Who gets to build housing? New rules target public land, nonprofits, and manufactured homes

Why ‘who can build’ is becoming the new battleground

In many U.S. markets, the shortage isn’t just about demand—it’s about the rules and institutions that control land and approvals. Recent actions show a pragmatic shift: rather than only setting unit targets, governments are rewriting the pathways that determine *who* can deliver new homes and *how* quickly projects move.

Philadelphia: bond-funded programs and a 30,000-home goal

Philadelphia is moving into a new phase of its local housing initiative with a $400 million bond issuance—half of the planned borrowing—meant to fund programs that expand and preserve housing supply. The overall plan calls for building 13,500 new homes and preserving 16,500 more (30,000 total). Year one includes a $277 million budget across nearly 30 programs, with eligibility up to 120% of area median income ($143,300 for a family of four) and priority for the lowest-income households in key repair and accessibility programs. [whyy.org]

A notable supply-side piece is the effort to prepare public parcels for redevelopment, including fast-tracking disposition of about 1,000 city-owned parcels—an example of how cities are trying to turn land control into actual production capacity. [whyy.org]

Colorado: faster pathways for nonprofit, school, and transit land

Colorado’s HOME Act is explicitly aimed at reducing approval friction for housing on underused land held by schools, nonprofits, and transit agencies. Supporters describe it as a faster approval process for certain projects while maintaining local safety and building rules. Reporting indicates it generally applies to smaller properties (around five acres or less) in already developed areas—an attempt to concentrate new supply where infrastructure already exists. [kktv.com]

A separate summary of the bill’s intent frames it as streamlining the process for nonprofits, schools, and transit districts to build on their land, paired with another measure intended to give local governments more flexibility to address shortages. [cohousedems.com]

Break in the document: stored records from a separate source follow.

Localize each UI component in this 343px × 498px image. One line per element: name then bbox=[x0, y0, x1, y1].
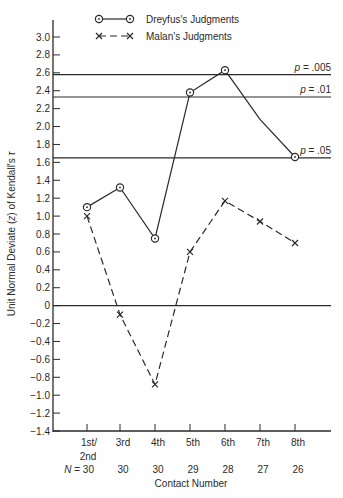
y-tick-label: −1.4 bbox=[30, 426, 50, 437]
legend-malan-label: Malan's Judgments bbox=[146, 31, 232, 42]
circle-marker-dot bbox=[129, 18, 131, 20]
y-tick-label: 3.0 bbox=[36, 32, 50, 43]
y-tick-label: −1.0 bbox=[30, 390, 50, 401]
y-tick-label: 2.2 bbox=[36, 103, 50, 114]
x-marker-icon bbox=[152, 381, 158, 387]
y-tick-label: 2.6 bbox=[36, 67, 50, 78]
x-tick-label: 3rd bbox=[116, 437, 130, 448]
y-tick-label: 1.2 bbox=[36, 193, 50, 204]
y-tick-label: 2.8 bbox=[36, 49, 50, 60]
x-tick-label: 5th bbox=[186, 437, 200, 448]
reference-label: p = .01 bbox=[299, 84, 331, 95]
x-marker-icon bbox=[84, 213, 90, 219]
x-tick-label: 8th bbox=[291, 437, 305, 448]
n-value: 30 bbox=[152, 464, 164, 475]
circle-marker-dot bbox=[98, 18, 100, 20]
x-tick-label: 4th bbox=[151, 437, 165, 448]
n-value: 26 bbox=[292, 464, 304, 475]
reference-label: p = .005 bbox=[294, 62, 332, 73]
n-value: 30 bbox=[117, 464, 129, 475]
chart: 3.02.82.62.42.22.01.81.61.41.21.00.80.60… bbox=[0, 0, 343, 498]
circle-marker-dot bbox=[189, 92, 191, 94]
series-line bbox=[87, 201, 295, 385]
n-value: 27 bbox=[257, 464, 269, 475]
y-axis-label: Unit Normal Deviate (z) of Kendall's τ bbox=[6, 150, 17, 316]
series-dreyfus bbox=[83, 67, 298, 243]
n-label: N = 30 bbox=[64, 464, 94, 475]
y-tick-label: −0.6 bbox=[30, 354, 50, 365]
y-tick-label: −0.4 bbox=[30, 336, 50, 347]
y-tick-label: −0.8 bbox=[30, 372, 50, 383]
y-tick-label: 0.2 bbox=[36, 282, 50, 293]
y-tick-label: 0.6 bbox=[36, 246, 50, 257]
y-tick-label: 1.8 bbox=[36, 139, 50, 150]
y-tick-label: 0.8 bbox=[36, 229, 50, 240]
y-tick-label: −0.2 bbox=[30, 318, 50, 329]
y-tick-label: 1.6 bbox=[36, 157, 50, 168]
x-marker-icon bbox=[292, 240, 298, 246]
circle-marker-dot bbox=[154, 238, 156, 240]
y-tick-label: 0 bbox=[44, 300, 50, 311]
legend-dreyfus-label: Dreyfus's Judgments bbox=[146, 14, 239, 25]
x-marker-icon bbox=[257, 218, 263, 224]
circle-marker-dot bbox=[86, 206, 88, 208]
y-tick-label: 0.4 bbox=[36, 264, 50, 275]
reference-label: p = .05 bbox=[299, 145, 331, 156]
n-value: 28 bbox=[222, 464, 234, 475]
x-axis-label: Contact Number bbox=[155, 478, 228, 489]
series-malan bbox=[84, 198, 298, 388]
x-marker-icon bbox=[117, 312, 123, 318]
circle-marker-dot bbox=[294, 156, 296, 158]
x-tick-label: 1st/ bbox=[81, 437, 97, 448]
circle-marker-dot bbox=[224, 69, 226, 71]
x-tick-label: 7th bbox=[256, 437, 270, 448]
x-tick-label: 6th bbox=[221, 437, 235, 448]
y-tick-label: 1.4 bbox=[36, 175, 50, 186]
y-tick-label: −1.2 bbox=[30, 408, 50, 419]
x-marker-icon bbox=[187, 249, 193, 255]
y-tick-label: 2.4 bbox=[36, 85, 50, 96]
y-tick-label: 2.0 bbox=[36, 121, 50, 132]
x-tick-label: 2nd bbox=[80, 451, 97, 462]
y-tick-label: 1.0 bbox=[36, 211, 50, 222]
x-marker-icon bbox=[222, 198, 228, 204]
n-value: 29 bbox=[187, 464, 199, 475]
legend: Dreyfus's JudgmentsMalan's Judgments bbox=[95, 14, 239, 42]
circle-marker-dot bbox=[119, 187, 121, 189]
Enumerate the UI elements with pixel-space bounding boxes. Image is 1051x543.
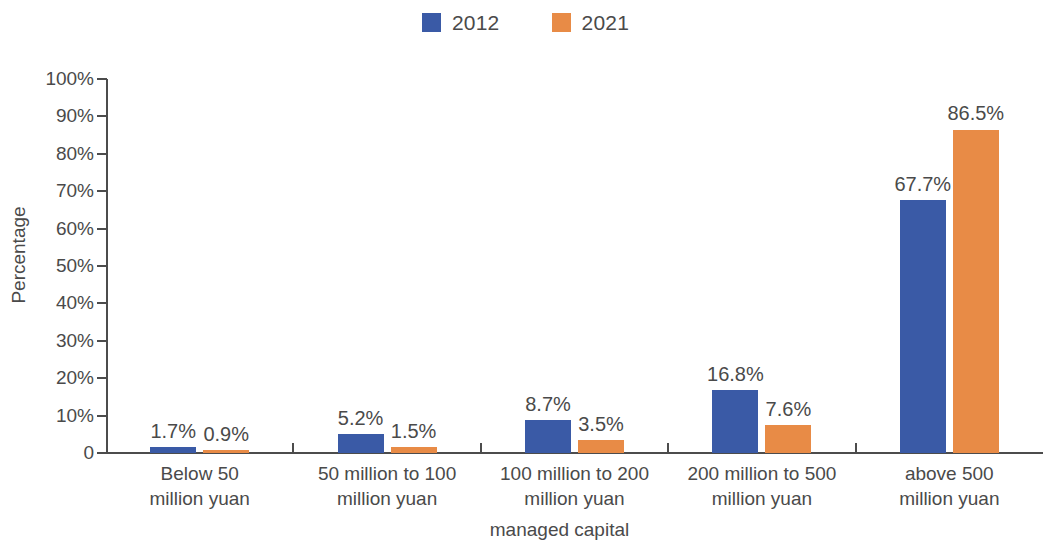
chart-legend: 2012 2021 [0,12,1051,33]
category-label-line1: Below 50 [106,461,293,486]
category-label-line2: million yuan [106,486,293,511]
bar-value-label: 3.5% [556,414,646,434]
legend-swatch-2021 [552,13,571,32]
legend-swatch-2012 [422,13,441,32]
bar-2021-0[interactable] [203,450,249,453]
y-axis-tick-label: 30% [32,331,94,350]
bar-2012-0[interactable] [150,447,196,453]
legend-label-2021: 2021 [582,12,630,33]
category-label: Below 50million yuan [106,461,293,512]
bar-value-label: 7.6% [743,399,833,419]
bar-value-label: 8.7% [503,394,593,414]
bar-value-label: 1.5% [369,421,459,441]
legend-item-2012: 2012 [422,12,500,33]
bar-value-label: 16.8% [690,364,780,384]
y-axis-tick-label: 80% [32,144,94,163]
plot-area: 1.7%0.9%5.2%1.5%8.7%3.5%16.8%7.6%67.7%86… [106,79,1043,453]
category-label-line1: 100 million to 200 [481,461,668,486]
y-axis-tick-label: 90% [32,106,94,125]
y-axis-tick-label: 100% [32,69,94,88]
category-label-line1: 50 million to 100 [293,461,480,486]
bar-chart: 2012 2021 Percentage 100%90%80%70%60%50%… [0,0,1051,543]
y-axis-tick-label: 70% [32,181,94,200]
y-axis-tick-label: 60% [32,219,94,238]
category-label-line1: above 500 [856,461,1043,486]
category-label-line2: million yuan [668,486,855,511]
x-axis-title: managed capital [0,519,1051,541]
category-label-line1: 200 million to 500 [668,461,855,486]
category-label: 200 million to 500million yuan [668,461,855,512]
y-axis-tick-label: 40% [32,293,94,312]
category-label: 100 million to 200million yuan [481,461,668,512]
bar-value-label: 86.5% [931,103,1021,123]
y-axis-tick-label: 50% [32,256,94,275]
y-axis-tick-label: 0 [32,443,94,462]
category-label: 50 million to 100million yuan [293,461,480,512]
category-label-line2: million yuan [293,486,480,511]
category-label-line2: million yuan [481,486,668,511]
legend-item-2021: 2021 [552,12,630,33]
bar-value-label: 0.9% [181,424,271,444]
category-label-line2: million yuan [856,486,1043,511]
bar-2021-4[interactable] [953,130,999,454]
legend-label-2012: 2012 [452,12,500,33]
bar-2021-1[interactable] [391,447,437,453]
bar-2012-4[interactable] [900,200,946,453]
bar-2021-2[interactable] [578,440,624,453]
y-axis-tick-label: 20% [32,368,94,387]
bar-2021-3[interactable] [765,425,811,453]
category-label: above 500million yuan [856,461,1043,512]
y-axis-tick-label: 10% [32,406,94,425]
y-axis-title: Percentage [8,195,30,315]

Manufactured and tiny homes: a cost lever, but policy details matter

Factory-built housing keeps coming up in affordability discussions because it can lower labor and time costs. One example: a Senate-passed housing bill highlighted by The New Republic includes a provision to waive a requirement that manufactured homes be built on a steel chassis—an update that the article says could lower costs further and potentially broaden how manufactured components get used in multifamily settings. [newrepublic.com]

On the ground, smaller-format housing is also being tested as an affordability strategy. In Hopkinsville, Kentucky, a local developer is building a tiny-home community (homes 700 square feet and under), with five homes under construction and an eventual goal of up to 75 homes on the property. [christiancountynow.com]

Mobile home parks: rent stabilization as a response to spikes

For many households, manufactured housing’s affordability depends on *lot rent*. In Arundel, Maine, officials say they’re working toward a “rent stabilization” ordinance after residents reported sharp increases. One resident said rent rose $40 on January 1, 2026, and then increased another $130, with similar reports from neighbors; the town manager said officials expect to put the ordinance before voters at the June 10 annual town meeting. [spectrumlocalnews.com]

What to watch next

These stories point to a common playbook: unlock land (especially public or institutional parcels), streamline approvals for mission-driven builders, and revisit rules that shape the economics of factory-built housing and mobile home parks. The open question isn’t whether these tools matter—it’s whether they scale fast enough to move headline affordability in markets where cost-burden is already widespread.